Photo: Rolf Vennenbernd/dpa

A young woman was murdered in Cologne's old town at Carnival in 1988, and now the verdict has been given: life imprisonment.

"We are convinced that you committed the murder 36 years ago," says the presiding judge Sibylle Grassmann to the defendant in the Cologne regional court.

"You may have suppressed the crime - you haven't forgotten it."

The “Cologne Carnival Murder” remained unsolved for decades.

But then the police reopen the “cold case” and present it on the ZDF program “Aktenzeichen XY...unsolved”.

The investigators' hope is that someone who knows something will come forward and, for whatever reason, has so far kept it to themselves.

And shortly afterwards, a viewer actually calls and gives a name: his former friend had followed the woman on the night of the crime and then behaved suspiciously, for example by changing his appearance.

This man, a young petty criminal at the time of the crime, is now sitting in the dock and leaning slightly forward, listening to the judge's words.

He is now 57 years old, in poor health and has not had a criminal record for a long time, but that does not diminish his guilt, as Grassmann emphasizes.

DNA evidence supports the verdict

The court is convinced that the man attacked his victim, who was walking from one disco to another, from behind on the night of Carnival Sunday and dragged him to the ground.
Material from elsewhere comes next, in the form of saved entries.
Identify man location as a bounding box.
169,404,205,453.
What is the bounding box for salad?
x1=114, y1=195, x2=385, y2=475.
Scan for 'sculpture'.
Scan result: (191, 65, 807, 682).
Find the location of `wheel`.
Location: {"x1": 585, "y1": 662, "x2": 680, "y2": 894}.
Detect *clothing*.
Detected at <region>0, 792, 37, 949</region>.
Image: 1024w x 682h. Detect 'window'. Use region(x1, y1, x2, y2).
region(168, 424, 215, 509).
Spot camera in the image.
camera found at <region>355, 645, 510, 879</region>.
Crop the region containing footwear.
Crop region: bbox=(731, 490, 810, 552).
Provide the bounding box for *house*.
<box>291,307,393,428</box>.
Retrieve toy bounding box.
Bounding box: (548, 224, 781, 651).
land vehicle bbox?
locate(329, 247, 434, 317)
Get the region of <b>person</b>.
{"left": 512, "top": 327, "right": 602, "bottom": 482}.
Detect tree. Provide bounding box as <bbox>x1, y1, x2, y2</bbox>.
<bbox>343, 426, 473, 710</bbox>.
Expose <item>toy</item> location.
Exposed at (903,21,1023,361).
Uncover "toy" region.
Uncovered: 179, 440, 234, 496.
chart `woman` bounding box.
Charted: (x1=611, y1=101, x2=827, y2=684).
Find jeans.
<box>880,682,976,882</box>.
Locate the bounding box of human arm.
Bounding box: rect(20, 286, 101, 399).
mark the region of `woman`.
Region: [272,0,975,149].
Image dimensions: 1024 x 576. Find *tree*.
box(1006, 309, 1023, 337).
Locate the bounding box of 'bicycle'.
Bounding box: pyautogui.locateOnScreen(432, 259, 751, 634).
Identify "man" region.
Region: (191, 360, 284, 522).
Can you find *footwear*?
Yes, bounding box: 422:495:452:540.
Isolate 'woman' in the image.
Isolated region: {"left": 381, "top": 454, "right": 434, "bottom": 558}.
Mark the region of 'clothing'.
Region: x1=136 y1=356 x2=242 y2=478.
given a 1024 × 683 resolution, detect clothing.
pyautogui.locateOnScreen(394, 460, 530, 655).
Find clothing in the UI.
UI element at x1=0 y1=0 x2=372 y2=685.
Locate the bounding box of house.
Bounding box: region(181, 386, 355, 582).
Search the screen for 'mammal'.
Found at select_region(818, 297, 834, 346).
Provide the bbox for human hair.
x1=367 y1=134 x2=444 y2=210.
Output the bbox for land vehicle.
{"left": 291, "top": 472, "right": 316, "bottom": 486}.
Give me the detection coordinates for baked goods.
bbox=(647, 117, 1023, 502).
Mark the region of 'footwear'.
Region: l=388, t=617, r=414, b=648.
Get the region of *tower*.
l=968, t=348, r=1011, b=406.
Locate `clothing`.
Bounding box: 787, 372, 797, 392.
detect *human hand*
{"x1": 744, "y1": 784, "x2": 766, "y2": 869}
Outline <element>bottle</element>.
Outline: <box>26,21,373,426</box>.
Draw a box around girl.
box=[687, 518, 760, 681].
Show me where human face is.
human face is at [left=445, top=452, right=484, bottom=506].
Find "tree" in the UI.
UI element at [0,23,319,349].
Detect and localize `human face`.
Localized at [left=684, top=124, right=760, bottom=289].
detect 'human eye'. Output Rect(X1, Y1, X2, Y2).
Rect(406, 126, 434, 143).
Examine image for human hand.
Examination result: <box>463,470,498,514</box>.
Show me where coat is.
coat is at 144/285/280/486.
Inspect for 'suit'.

According to the verdict, he throttled the 24-year-old with her necklace, then kicked and stomped on her and inflicted serious injuries on her.

He stole her Maya the Bee breast pouch with 100 German marks in it and fled.

A passer-by found the dead woman in the morning behind a snack stand on the edge of the carnival train route.

The chamber assumes that the murder characteristic was based on base motives: the defendant acted primarily for sexual motives and perhaps also hoped for money.

In addition to the former friend's testimony, the court relies primarily on DNA traces that were found on the corpse's clothing.

Of the 14 skin flakes that can still be evaluated today, six can be attributed to the defendant, the others all came from different people.

The defense's theory that the genetic material could have been transferred from jacket to jacket in the disco before the crime was not valid due to the location of the traces: the DNA was found exactly in the places where the murderer had grabbed his victim .

The dead woman's daughter was only 18 months old at the time of the crime.

The verdict was certainly a relief for them, said Grassmann.

"The crime shaped her entire life." The woman was a co-plaintiff in the trial and hid her face behind large sunglasses when the verdict was announced.

The defendant denied the crime in the trial.

According to his defense attorney, he will appeal the verdict.